Percentage of Global Production Controlled by China

Source: U.S. Geological Survey, “2026 USGS Mineral Commodity Summaries,” February 2026. World Critical Mineral Stats visualization

U.S. Import Reliance by Mineral

% of domestic demand dependent on imported sources

U.S. Geological Survey, “Mineral Commodity Summaries 2026,” March 2026. Figure 2 – 2025 U.S. net import reliance

What Manufacturers Are Saying on Tariffs

The Boston Globe

Trump’s first 100 days

"[I] think all those things combined with almost no notice, you have no ability to react to that and you have no ability to plan your business." – Mark Shiring, President and CEO of ebm-papst Americas, Farmington, CT

NewsNation

NAM's Timmons on NewsNation

"[Manufacturers are] concerned because we don't really have the blueprint yet.

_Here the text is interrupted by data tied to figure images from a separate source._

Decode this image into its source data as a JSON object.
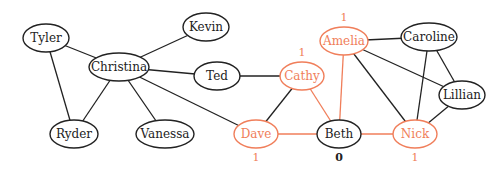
{
  "colors": {
    "highlight": "#f07e5a",
    "default": "#222222"
  },
  "nodes": [
    {
      "id": "tyler",
      "label": "Tyler",
      "x": 46,
      "y": 38,
      "rx": 23,
      "ry": 14,
      "hl": false
    },
    {
      "id": "kevin",
      "label": "Kevin",
      "x": 206,
      "y": 27,
      "rx": 23,
      "ry": 14,
      "hl": false
    },
    {
      "id": "christina",
      "label": "Christina",
      "x": 119,
      "y": 67,
      "rx": 30,
      "ry": 14,
      "hl": false
    },
    {
      "id": "ted",
      "label": "Ted",
      "x": 217,
      "y": 76,
      "rx": 23,
      "ry": 14,
      "hl": false
    },
    {
      "id": "ryder",
      "label": "Ryder",
      "x": 74,
      "y": 134,
      "rx": 24,
      "ry": 14,
      "hl": false
    },
    {
      "id": "vanessa",
      "label": "Vanessa",
      "x": 165,
      "y": 134,
      "rx": 29,
      "ry": 14,
      "hl": false
    },
    {
      "id": "amelia",
      "label": "Amelia",
      "x": 344,
      "y": 41,
      "rx": 24,
      "ry": 14,
      "hl": true,
      "count": "1"
    },
    {
      "id": "caroline",
      "label": "Caroline",
      "x": 429,
      "y": 37,
      "rx": 28,
      "ry": 14,
      "hl": false
    },
    {
      "id": "cathy",
      "label": "Cathy",
      "x": 302,
      "y": 76,
      "rx": 22,
      "ry": 14,
      "hl": true,
      "count": "1"
    },
    {
      "id": "lillian",
      "label": "Lillian",
      "x": 462,
      "y": 95,
      "rx": 23,
      "ry": 14,
      "hl": false
    },
    {
      "id": "dave",
      "label": "Dave",
      "x": 256,
      "y": 134,
      "rx": 22,
      "ry": 14,
      "hl": true,
      "count": "1"
    },
    {
      "id": "beth",
      "label": "Beth",
      "x": 339,
      "y": 134,
      "rx": 22,
      "ry": 14,
      "hl": false,
      "count": "0"
    },
    {
      "id": "nick",
      "label": "Nick",
      "x": 415,
      "y": 134,
      "rx": 22,
      "ry": 14,
      "hl": true,
      "count": "1"
    }
  ],
  "edges": [
    [
      "tyler",
      "christina",
      false
    ],
    [
      "tyler",
      "ryder",
      false
    ],
    [
      "christina",
      "kevin",
      false
    ],
    [
      "christina",
      "ted",
      false
    ],
    [
      "christina",
      "ryder",
      false
    ],
    [
      "christina",
      "vanessa",
      false
    ],
    [
      "christina",
      "dave",
      false
    ],
    [
      "ted",
      "cathy",
      false
    ],
    [
      "cathy",
      "dave",
      false
    ],
    [
      "cathy",
      "beth",
      true
    ],
    [
      "dave",
      "beth",
      true
    ],
    [
      "beth",
      "amelia",
      true
    ],
    [
      "beth",
      "nick",
      true
    ],
    [
      "amelia",
      "caroline",
      false
    ],
    [
      "amelia",
      "lillian",
      false
    ],
    [
      "amelia",
      "nick",
      false
    ],
    [
      "caroline",
      "nick",
      false
    ],
    [
      "caroline",
      "lillian",
      false
    ],
    [
      "lillian",
      "nick",
      false
    ]
  ]
}
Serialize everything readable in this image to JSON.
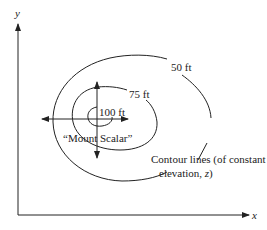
{
  "axes": {
    "x_label": "x",
    "y_label": "y"
  },
  "contours": [
    {
      "label": "50 ft",
      "elevation": 50
    },
    {
      "label": "75 ft",
      "elevation": 75
    },
    {
      "label": "100 ft",
      "elevation": 100
    }
  ],
  "peak_label": "“Mount Scalar”",
  "annotation": {
    "line1": "Contour lines (of constant",
    "line2_prefix": "elevation, ",
    "line2_var": "z",
    "line2_suffix": ")"
  },
  "colors": {
    "ink": "#222222",
    "background": "#ffffff"
  }
}
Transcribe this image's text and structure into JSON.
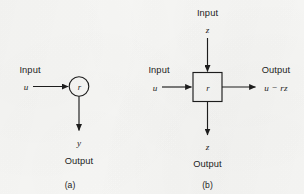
{
  "figure": {
    "background_color": "#f8f8f6",
    "ink_color": "#1d1d1d",
    "panels": [
      {
        "id": "a",
        "caption": "(a)",
        "node": {
          "shape": "circle",
          "label": "r"
        },
        "ports": [
          {
            "id": "input-u",
            "role_label": "Input",
            "signal_label": "u",
            "direction": "in",
            "side": "left"
          },
          {
            "id": "output-y",
            "role_label": "Output",
            "signal_label": "y",
            "direction": "out",
            "side": "bottom"
          }
        ]
      },
      {
        "id": "b",
        "caption": "(b)",
        "node": {
          "shape": "square",
          "label": "r"
        },
        "ports": [
          {
            "id": "input-z-top",
            "role_label": "Input",
            "signal_label": "z",
            "direction": "in",
            "side": "top"
          },
          {
            "id": "input-u-left",
            "role_label": "Input",
            "signal_label": "u",
            "direction": "in",
            "side": "left"
          },
          {
            "id": "output-u-minus-rz",
            "role_label": "Output",
            "signal_label": "u − rz",
            "direction": "out",
            "side": "right"
          },
          {
            "id": "output-z-bottom",
            "role_label": "Output",
            "signal_label": "z",
            "direction": "out",
            "side": "bottom"
          }
        ]
      }
    ]
  }
}
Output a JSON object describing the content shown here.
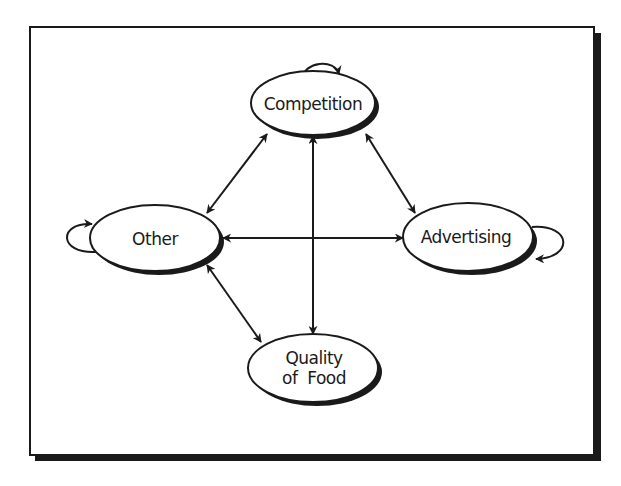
{
  "diagram": {
    "type": "relationship-diagram",
    "colors": {
      "line": "#1a1a1a",
      "background": "#ffffff",
      "frame": "#1a1a1a"
    },
    "nodes": [
      {
        "id": "competition",
        "label": "Competition",
        "lines": [
          "Competition"
        ],
        "cx": 313,
        "cy": 103,
        "rx": 62,
        "ry": 32,
        "self_loop": true
      },
      {
        "id": "other",
        "label": "Other",
        "lines": [
          "Other"
        ],
        "cx": 155,
        "cy": 238,
        "rx": 65,
        "ry": 33,
        "self_loop": true
      },
      {
        "id": "advertising",
        "label": "Advertising",
        "lines": [
          "Advertising"
        ],
        "cx": 468,
        "cy": 237,
        "rx": 65,
        "ry": 34,
        "self_loop": true
      },
      {
        "id": "quality",
        "label": "Quality of Food",
        "lines": [
          "Quality",
          "of  Food"
        ],
        "cx": 313,
        "cy": 368,
        "rx": 65,
        "ry": 34,
        "self_loop": false
      }
    ],
    "edges": [
      {
        "from": "other",
        "to": "competition",
        "direction": "both"
      },
      {
        "from": "competition",
        "to": "advertising",
        "direction": "both"
      },
      {
        "from": "other",
        "to": "advertising",
        "direction": "both"
      },
      {
        "from": "competition",
        "to": "quality",
        "direction": "both"
      },
      {
        "from": "other",
        "to": "quality",
        "direction": "both"
      }
    ]
  }
}
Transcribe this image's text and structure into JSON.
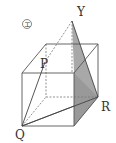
{
  "figure": {
    "marker": "エ",
    "labels": {
      "Y": "Y",
      "P": "P",
      "Q": "Q",
      "R": "R"
    },
    "colors": {
      "line": "#555555",
      "shade": "#a8a8a8",
      "dashed": "#777777"
    }
  }
}
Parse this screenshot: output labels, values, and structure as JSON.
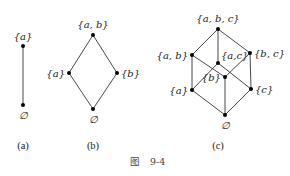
{
  "figure": {
    "caption_prefix": "图",
    "caption_number": "9-4"
  },
  "diagrams": [
    {
      "id": "a",
      "caption": "(a)",
      "nodes": [
        {
          "id": "a",
          "label": "{a}",
          "x": 23,
          "y": 46
        },
        {
          "id": "empty",
          "label": "∅",
          "x": 23,
          "y": 105
        }
      ],
      "edges": [
        [
          "a",
          "empty"
        ]
      ]
    },
    {
      "id": "b",
      "caption": "(b)",
      "nodes": [
        {
          "id": "ab",
          "label": "{a, b}",
          "x": 93,
          "y": 35
        },
        {
          "id": "a",
          "label": "{a}",
          "x": 69,
          "y": 73
        },
        {
          "id": "b",
          "label": "{b}",
          "x": 117,
          "y": 73
        },
        {
          "id": "empty",
          "label": "∅",
          "x": 93,
          "y": 109
        }
      ],
      "edges": [
        [
          "ab",
          "a"
        ],
        [
          "ab",
          "b"
        ],
        [
          "a",
          "empty"
        ],
        [
          "b",
          "empty"
        ]
      ]
    },
    {
      "id": "c",
      "caption": "(c)",
      "nodes": [
        {
          "id": "abc",
          "label": "{a, b, c}",
          "x": 218,
          "y": 29
        },
        {
          "id": "ab",
          "label": "{a, b}",
          "x": 192,
          "y": 55
        },
        {
          "id": "ac",
          "label": "{a,c}",
          "x": 218,
          "y": 63
        },
        {
          "id": "bc",
          "label": "{b, c}",
          "x": 250,
          "y": 53
        },
        {
          "id": "b",
          "label": "{b}",
          "x": 225,
          "y": 77
        },
        {
          "id": "a",
          "label": "{a}",
          "x": 192,
          "y": 90
        },
        {
          "id": "c",
          "label": "{c}",
          "x": 251,
          "y": 89
        },
        {
          "id": "empty",
          "label": "∅",
          "x": 225,
          "y": 115
        }
      ],
      "edges": [
        [
          "abc",
          "ab"
        ],
        [
          "abc",
          "ac"
        ],
        [
          "abc",
          "bc"
        ],
        [
          "ab",
          "a"
        ],
        [
          "ab",
          "b"
        ],
        [
          "ac",
          "a"
        ],
        [
          "ac",
          "c"
        ],
        [
          "bc",
          "b"
        ],
        [
          "bc",
          "c"
        ],
        [
          "a",
          "empty"
        ],
        [
          "b",
          "empty"
        ],
        [
          "c",
          "empty"
        ]
      ]
    }
  ]
}
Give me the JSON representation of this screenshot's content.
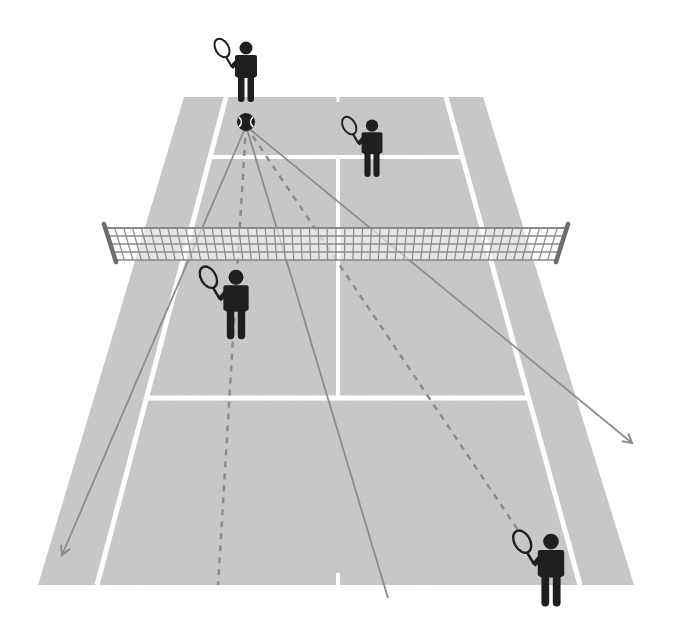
{
  "diagram": {
    "title": "Tennis doubles court - shot directions diagram",
    "colors": {
      "background": "#ffffff",
      "court": "#c8c8c8",
      "lines": "#ffffff",
      "net_mesh": "#8a8a8a",
      "net_post": "#6e6e6e",
      "shot_line": "#8c8c8c",
      "player": "#1f1f1f"
    },
    "court": {
      "outer": {
        "top_left": [
          184,
          97
        ],
        "top_right": [
          483,
          97
        ],
        "bottom_right": [
          634,
          585
        ],
        "bottom_left": [
          38,
          585
        ]
      },
      "singles_left": {
        "top": [
          226,
          97
        ],
        "bottom": [
          97,
          585
        ]
      },
      "singles_right": {
        "top": [
          446,
          97
        ],
        "bottom": [
          580,
          585
        ]
      },
      "far_service_line_y": 157,
      "near_service_line_y": 398,
      "center_line_x_top": 338,
      "center_line_x_bottom": 338
    },
    "net": {
      "left_post": [
        [
          104,
          224
        ],
        [
          116,
          262
        ]
      ],
      "right_post": [
        [
          568,
          224
        ],
        [
          556,
          262
        ]
      ],
      "top_y": 228,
      "bottom_y": 260
    },
    "ball": {
      "x": 246,
      "y": 122,
      "r": 9
    },
    "shots": [
      {
        "name": "shot-left-arrow",
        "style": "solid",
        "arrow": true,
        "to": [
          62,
          555
        ]
      },
      {
        "name": "shot-left-dashed",
        "style": "dashed",
        "arrow": false,
        "to": [
          218,
          585
        ]
      },
      {
        "name": "shot-center-solid",
        "style": "solid",
        "arrow": false,
        "to": [
          388,
          598
        ]
      },
      {
        "name": "shot-right-dashed",
        "style": "dashed",
        "arrow": false,
        "to": [
          518,
          530
        ]
      },
      {
        "name": "shot-right-arrow",
        "style": "solid",
        "arrow": true,
        "to": [
          632,
          443
        ]
      }
    ],
    "players": [
      {
        "name": "player-far-server",
        "x": 246,
        "y": 40,
        "scale": 1.0
      },
      {
        "name": "player-far-partner",
        "x": 372,
        "y": 118,
        "scale": 0.95
      },
      {
        "name": "player-near-net",
        "x": 236,
        "y": 268,
        "scale": 1.15
      },
      {
        "name": "player-near-baseline",
        "x": 551,
        "y": 532,
        "scale": 1.2
      }
    ]
  }
}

Now, the good news is the President says that he is going to be focusing on getting 90 different deals done in the next 90 days."

NAM.org News

Timmons Talks Trade, Tax and Regulations in NYC Morning Media Swing

“But we have to understand that 95% of the world’s customers live outside the borders of the United States. So the more we make here, the more we can sell abroad, but not everything, unfortunately, can be made here. [W]e want to make as much as we can here in the United States. There’s no question about that.”

CBS 10WBNS

Central Ohio company feeling the impacts of tariffs

"We're talking to our suppliers and our customers on what it means and we're scrambling to find out as quickly as possible, country by country, material by material … It's just a lot to get your arms around in a very short period of time." – Brad Wasserstrom, President, Wasserstrom Company, Columbus, OH

Detroit News

Dardas: Tariffs threaten American manufacturers

"The issue at hand is trade policy — specifically, the tariffs that have been imposed or are being proposed. While the intention behind these tariffs may be to protect American interests, the reality is far more complex. For companies like ours, these tariffs are not just a tax; they are an existential threat." -Chuck Dardas, President & COO, AlphaUSA, Livonia, MI

NPR

Drowning in Tariffs, American businesses try to stay afloat

"There's just so much unknown right now, and I think that's the most difficult thing–to make decisions for your company financially when you just don't know all the pieces to the puzzle." – Lisa Winton, CEO and co-owner, Winton Machine, Suwanee, GA

NAM Survey on Tariff Impacts

% who use imported manufacturing inputs to make things in America
% who use imported manufacturing inputs from USMCA partners
% of those who use inputs from USMCA partners that lack comparably priced domestic sources
Among all manufacturing respondents*
91%
% who use imported manufacturing inputs to make things in America
74%
% who use imported manufacturing inputs from USMCA partners
82%
% of those who use inputs from USMCA partners that lack comparably priced domestic sources
Among small and medium manufacturer respondents**
87%
% who use imported manufacturing inputs to make things in America
63%
% who use imported manufacturing inputs from USMCA partners
75%
% of those who use inputs from USMCA partners that lack comparably priced domestic sources

Read the Full Report

Explore the data behind North American manufacturing’s $29B-per-year USMCA dividend—and what’s at stake if the agreement falters.